?? No need to scale out a DB if it can run on one large instance?

?? No need to scale out a DB if it can run on one large instance?

Whenever sharding over SQL databases or distributed SQL databases is brought up, some DBAs argue that horizontal scaling is unnecessary because you can run a single, large database on a single, powerful machine to handle massive workloads.

For instance, on AWS, you can provision an Amazon Aurora instance db.x2g.16xlarge with 64 vCPU, 1024 GB RAM, and 128 TB storage. You can run your massive workload on it, but that doesn't mean you necessarily want to.

Large instances can be quite expensive, and it's not always necessary to provision one upfront just in case of a peak in workload. This can happen due to business activity or a runaway query. Additionally, running such an instance all year round can be costly if your activity only peaks on a monthly or seasonal basis.

In the past, we used to do this on-premises, resulting in expensive bills for software licenses that covered a large number of mostly idle CPU resources.
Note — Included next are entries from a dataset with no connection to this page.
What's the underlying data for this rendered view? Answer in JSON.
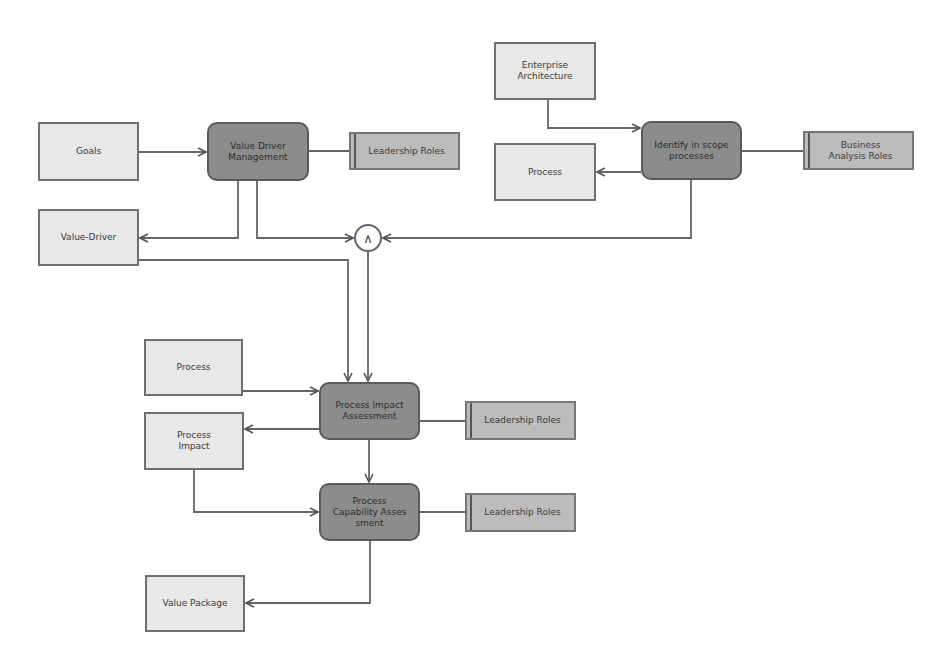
{
  "diagram": {
    "colors": {
      "artifact_fill": "#e8e8e8",
      "activity_fill": "#8c8c8c",
      "role_fill": "#bcbcbc",
      "line": "#555555"
    },
    "nodes": {
      "goals": "Goals",
      "value_driver_management": "Value Driver\nManagement",
      "leadership_roles_1": "Leadership Roles",
      "value_driver": "Value-Driver",
      "enterprise_architecture": "Enterprise\nArchitecture",
      "process_top": "Process",
      "identify_in_scope_processes": "Identify in scope\nprocesses",
      "business_analysis_roles": "Business\nAnalysis Roles",
      "and_gate": "∧",
      "process_mid": "Process",
      "process_impact_assessment": "Process Impact\nAssessment",
      "leadership_roles_2": "Leadership Roles",
      "process_impact": "Process\nImpact",
      "process_capability_assessment": "Process\nCapability Asses\nsment",
      "leadership_roles_3": "Leadership Roles",
      "value_package": "Value Package"
    }
  }
}
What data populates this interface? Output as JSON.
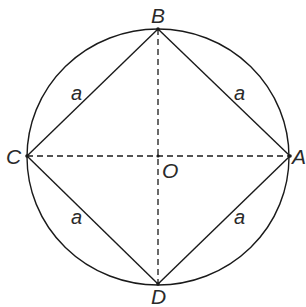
{
  "diagram": {
    "colors": {
      "stroke": "#1a1a1a",
      "text": "#2a2a2a",
      "background": "#ffffff"
    },
    "circle": {
      "cx": 158,
      "cy": 157,
      "rx": 131,
      "ry": 128
    },
    "points": {
      "A": {
        "label": "A",
        "x": 290,
        "y": 156
      },
      "B": {
        "label": "B",
        "x": 158,
        "y": 29
      },
      "C": {
        "label": "C",
        "x": 27,
        "y": 156
      },
      "D": {
        "label": "D",
        "x": 158,
        "y": 284
      },
      "O": {
        "label": "O",
        "x": 158,
        "y": 156
      }
    },
    "sides": [
      {
        "from": "C",
        "to": "B",
        "label": "a"
      },
      {
        "from": "B",
        "to": "A",
        "label": "a"
      },
      {
        "from": "C",
        "to": "D",
        "label": "a"
      },
      {
        "from": "D",
        "to": "A",
        "label": "a"
      }
    ],
    "diagonals": [
      {
        "from": "C",
        "to": "A",
        "style": "dashed"
      },
      {
        "from": "B",
        "to": "D",
        "style": "dashed"
      }
    ]
  }
}
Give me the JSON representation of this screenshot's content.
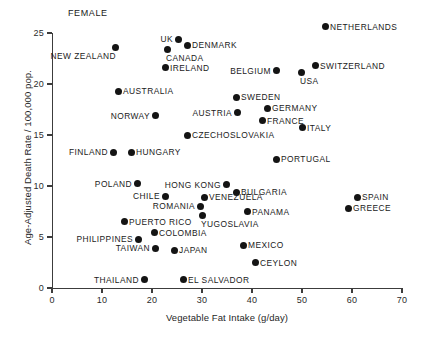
{
  "annotation": {
    "female": "FEMALE"
  },
  "axes": {
    "x": {
      "title": "Vegetable Fat Intake (g/day)",
      "ticks": [
        0,
        10,
        20,
        30,
        40,
        50,
        60,
        70
      ],
      "min": 0,
      "max": 70
    },
    "y": {
      "title": "Age-Adjusted Death Rate / 100,000 pop.",
      "ticks": [
        0,
        5,
        10,
        15,
        20,
        25
      ],
      "min": 0,
      "max": 26.6
    }
  },
  "chart_data": {
    "type": "scatter",
    "title": "",
    "xlabel": "Vegetable Fat Intake (g/day)",
    "ylabel": "Age-Adjusted Death Rate / 100,000 pop.",
    "xlim": [
      0,
      70
    ],
    "ylim": [
      0,
      26.6
    ],
    "grid": false,
    "legend": null,
    "annotations": [
      "FEMALE"
    ],
    "points": [
      {
        "label": "NETHERLANDS",
        "x": 54.6,
        "y": 25.6,
        "label_pos": "right"
      },
      {
        "label": "UK",
        "x": 25.2,
        "y": 24.4,
        "label_pos": "left"
      },
      {
        "label": "DENMARK",
        "x": 27.0,
        "y": 23.8,
        "label_pos": "right"
      },
      {
        "label": "NEW ZEALAND",
        "x": 12.6,
        "y": 23.6,
        "label_pos": "below-left"
      },
      {
        "label": "CANADA",
        "x": 23.0,
        "y": 23.4,
        "label_pos": "below"
      },
      {
        "label": "SWITZERLAND",
        "x": 52.6,
        "y": 21.8,
        "label_pos": "right"
      },
      {
        "label": "IRELAND",
        "x": 22.6,
        "y": 21.6,
        "label_pos": "right"
      },
      {
        "label": "BELGIUM",
        "x": 44.8,
        "y": 21.3,
        "label_pos": "left"
      },
      {
        "label": "USA",
        "x": 49.8,
        "y": 21.1,
        "label_pos": "below"
      },
      {
        "label": "AUSTRALIA",
        "x": 13.2,
        "y": 19.3,
        "label_pos": "right"
      },
      {
        "label": "SWEDEN",
        "x": 36.8,
        "y": 18.7,
        "label_pos": "right"
      },
      {
        "label": "GERMANY",
        "x": 43.0,
        "y": 17.6,
        "label_pos": "right"
      },
      {
        "label": "AUSTRIA",
        "x": 37.0,
        "y": 17.2,
        "label_pos": "left"
      },
      {
        "label": "NORWAY",
        "x": 20.6,
        "y": 16.9,
        "label_pos": "left"
      },
      {
        "label": "FRANCE",
        "x": 42.0,
        "y": 16.4,
        "label_pos": "right"
      },
      {
        "label": "ITALY",
        "x": 50.0,
        "y": 15.7,
        "label_pos": "right"
      },
      {
        "label": "CZECHOSLOVAKIA",
        "x": 27.0,
        "y": 15.0,
        "label_pos": "right"
      },
      {
        "label": "HUNGARY",
        "x": 15.8,
        "y": 13.3,
        "label_pos": "right"
      },
      {
        "label": "FINLAND",
        "x": 12.2,
        "y": 13.3,
        "label_pos": "left"
      },
      {
        "label": "PORTUGAL",
        "x": 44.8,
        "y": 12.6,
        "label_pos": "right"
      },
      {
        "label": "POLAND",
        "x": 17.0,
        "y": 10.2,
        "label_pos": "left"
      },
      {
        "label": "HONG KONG",
        "x": 34.8,
        "y": 10.1,
        "label_pos": "left"
      },
      {
        "label": "BULGARIA",
        "x": 36.8,
        "y": 9.4,
        "label_pos": "right"
      },
      {
        "label": "CHILE",
        "x": 22.6,
        "y": 9.0,
        "label_pos": "left"
      },
      {
        "label": "VENEZUELA",
        "x": 30.4,
        "y": 8.9,
        "label_pos": "right"
      },
      {
        "label": "SPAIN",
        "x": 61.0,
        "y": 8.9,
        "label_pos": "right"
      },
      {
        "label": "ROMANIA",
        "x": 29.6,
        "y": 8.0,
        "label_pos": "left"
      },
      {
        "label": "GREECE",
        "x": 59.2,
        "y": 7.8,
        "label_pos": "right"
      },
      {
        "label": "PANAMA",
        "x": 39.0,
        "y": 7.5,
        "label_pos": "right"
      },
      {
        "label": "YUGOSLAVIA",
        "x": 30.0,
        "y": 7.1,
        "label_pos": "below"
      },
      {
        "label": "PUERTO RICO",
        "x": 14.4,
        "y": 6.5,
        "label_pos": "right"
      },
      {
        "label": "COLOMBIA",
        "x": 20.4,
        "y": 5.4,
        "label_pos": "right"
      },
      {
        "label": "PHILIPPINES",
        "x": 17.2,
        "y": 4.8,
        "label_pos": "left"
      },
      {
        "label": "MEXICO",
        "x": 38.2,
        "y": 4.2,
        "label_pos": "right"
      },
      {
        "label": "TAIWAN",
        "x": 20.6,
        "y": 3.9,
        "label_pos": "left"
      },
      {
        "label": "JAPAN",
        "x": 24.4,
        "y": 3.7,
        "label_pos": "right"
      },
      {
        "label": "CEYLON",
        "x": 40.6,
        "y": 2.5,
        "label_pos": "right"
      },
      {
        "label": "THAILAND",
        "x": 18.4,
        "y": 0.8,
        "label_pos": "left"
      },
      {
        "label": "EL SALVADOR",
        "x": 26.2,
        "y": 0.8,
        "label_pos": "right"
      }
    ]
  }
}
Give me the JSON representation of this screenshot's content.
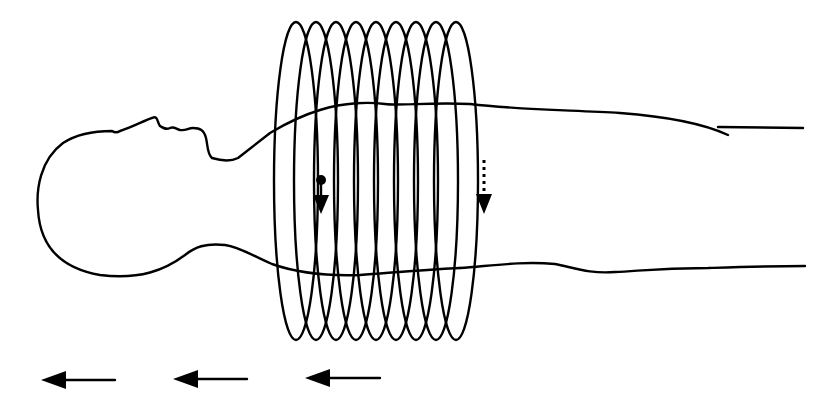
{
  "diagram": {
    "colors": {
      "line": "#000000",
      "background": "#ffffff"
    },
    "figure": {
      "name": "patient-outline",
      "orientation": "supine, head to left"
    },
    "coil": {
      "name": "helical-coil",
      "loop_count": 9,
      "first_center_x": 296,
      "spacing": 20,
      "top_y": 22,
      "bottom_y": 340,
      "rx": 22
    },
    "indicators": {
      "start_arrow": {
        "name": "rotation-start-arrow",
        "style": "solid",
        "direction": "down"
      },
      "end_arrow": {
        "name": "rotation-end-arrow",
        "style": "dotted",
        "direction": "down"
      }
    },
    "motion_arrows": {
      "label": "table motion direction",
      "direction": "left",
      "count": 3
    }
  }
}
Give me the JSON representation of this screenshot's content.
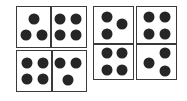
{
  "diagram": {
    "colors": {
      "border": "#3a3a3a",
      "pip": "#262626",
      "background": "#ffffff"
    },
    "tiles": [
      {
        "id": "A",
        "orientation": "horizontal",
        "halves": [
          3,
          4
        ]
      },
      {
        "id": "B",
        "orientation": "horizontal",
        "halves": [
          4,
          3
        ]
      },
      {
        "id": "C",
        "orientation": "vertical",
        "halves": [
          3,
          4
        ]
      },
      {
        "id": "D",
        "orientation": "vertical",
        "halves": [
          4,
          3
        ]
      }
    ]
  }
}
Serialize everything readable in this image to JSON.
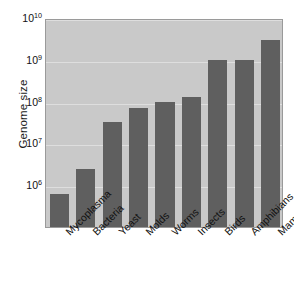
{
  "chart_data": {
    "type": "bar",
    "title": "",
    "xlabel": "",
    "ylabel": "Genome size",
    "yscale": "log",
    "ylim": [
      100000,
      10000000000
    ],
    "grid": true,
    "legend": false,
    "categories": [
      "Mycoplasma",
      "Bacteria",
      "Yeast",
      "Molds",
      "Worms",
      "Insects",
      "Birds",
      "Amphibians",
      "Mammals"
    ],
    "values": [
      600000,
      2500000,
      32000000,
      70000000,
      100000000,
      130000000,
      1000000000,
      1000000000,
      3000000000
    ],
    "ytick_values": [
      1000000,
      10000000,
      100000000,
      1000000000,
      10000000000
    ],
    "ytick_labels": [
      "10⁶",
      "10⁷",
      "10⁸",
      "10⁹",
      "10¹⁰"
    ],
    "ytick_mantissa": [
      "10",
      "10",
      "10",
      "10",
      "10"
    ],
    "ytick_exponent": [
      "6",
      "7",
      "8",
      "9",
      "10"
    ],
    "bar_color": "#5f5f5f",
    "plot_background": "#c9c9c9",
    "gridline_color": "#dedede",
    "page_background": "#ffffff",
    "axis_border_color": "#9a9a9a"
  }
}
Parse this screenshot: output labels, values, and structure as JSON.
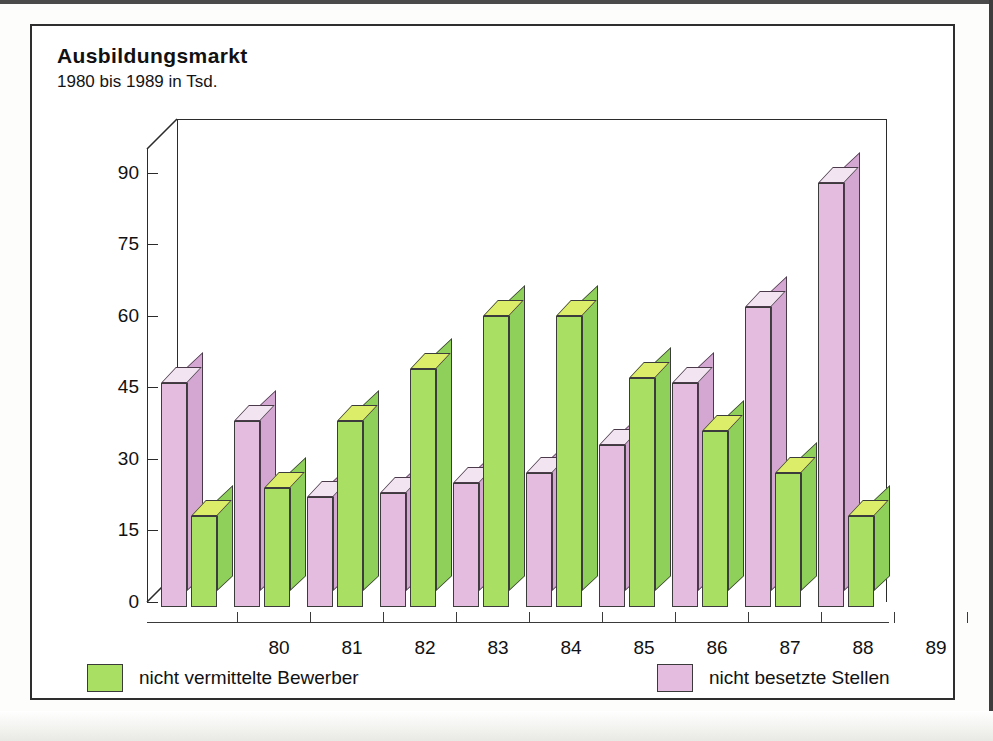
{
  "title": "Ausbildungsmarkt",
  "subtitle": "1980 bis 1989 in Tsd.",
  "legend": {
    "items": [
      {
        "label": "nicht vermittelte Bewerber",
        "color": "#a9e063",
        "key": "bewerber"
      },
      {
        "label": "nicht besetzte Stellen",
        "color": "#e3bce0",
        "key": "stellen"
      }
    ]
  },
  "chart_data": {
    "type": "bar",
    "title": "Ausbildungsmarkt",
    "subtitle": "1980 bis 1989 in Tsd.",
    "xlabel": "",
    "ylabel": "",
    "unit": "Tsd.",
    "grid": false,
    "legend_position": "bottom",
    "style": "3d-grouped-bar",
    "ylim": [
      0,
      95
    ],
    "yticks": [
      0,
      15,
      30,
      45,
      60,
      75,
      90
    ],
    "ytick_labels": [
      "0",
      "15",
      "30",
      "45",
      "60",
      "75",
      "90"
    ],
    "categories": [
      "80",
      "81",
      "82",
      "83",
      "84",
      "85",
      "86",
      "87",
      "88",
      "89"
    ],
    "category_full_years": [
      1980,
      1981,
      1982,
      1983,
      1984,
      1985,
      1986,
      1987,
      1988,
      1989
    ],
    "series": [
      {
        "name": "nicht besetzte Stellen",
        "color": "#e3bce0",
        "top_color": "#f2e4f1",
        "side_color": "#d3a7d2",
        "order": 1,
        "values": [
          47,
          39,
          23,
          24,
          26,
          28,
          34,
          47,
          63,
          89
        ]
      },
      {
        "name": "nicht vermittelte Bewerber",
        "color": "#a9e063",
        "top_color": "#dced6a",
        "side_color": "#8fd05a",
        "order": 2,
        "values": [
          19,
          25,
          39,
          50,
          61,
          61,
          48,
          37,
          28,
          19
        ]
      }
    ]
  }
}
Oracle made a lot of revenue from idle processors because customers had to pre-provision for the highest peak of activity, plus a margin of error due to the fact that capacity planning is not an exact science.

Today, we require resource sharing, virtualization, network storage, and private or public cloud with elasticity to reduce the cost, especially when moving to the cloud.

Scaling is necessary, but do you think it's possible to scale up without scaling out? Of course, you could do it if you paused your application, but nobody wants to pause the database, especially when there's a peak in usage. For example, even with Amazon Aurora, Aurora Serverless may pause connections to migrate to another virtual machine when scaling up, and Aurora Limitless may pause write operations when re-sharding.

You not only need elasticity, but you also require High Availability. When working with a monolithic database, the only option is to provision a new standby or read replica on a larger instance and perform a switchover. However, even a brief switchover results in downtime for the application. If system downtime occurs frequently for cost reduction purposes, it can impact the SLA guarantee by adding to the unavoidable downtimes for system patching or upgrades.

It's crucial to scale your application without any downtime, particularly when the reason for scaling is an increase in high application usage. Having to stop all activity for a minute and switch over to a replica with a cold cache is not the ideal solution at this point.

To summarize, even if scaling vertically seems sufficient, you need horizontal scaling to do it. If your database cannot scale out, your only solutions are permanently provisioning a large instance, which impacts costs, or having frequent downtime to change the instance size, which impacts availability.

Distributed SQL databases are crucial for managing large databases with high throughput that must run on more than one machine. However, even for smaller databases and use cases with seasonal peaks, horizontal scalability is necessary to ensure elasticity and resilience. The idea that "you can run a lot on a single instance" is true, but ignores the cost and availability requirements.


Sikkandar Badusha

Principal Engineer - Database, Hybrid and Multi-cloud Database Strategy Specialist

1 年

Very true, JFYI we scale up (vertical - online) and scale out (requires downtime) the monolithic database using VMware. Usually we run Standby with a lesser number of cores and switchover takes around 2 minutes. This is where applications are required to be paused, but I agree it compromises high availability.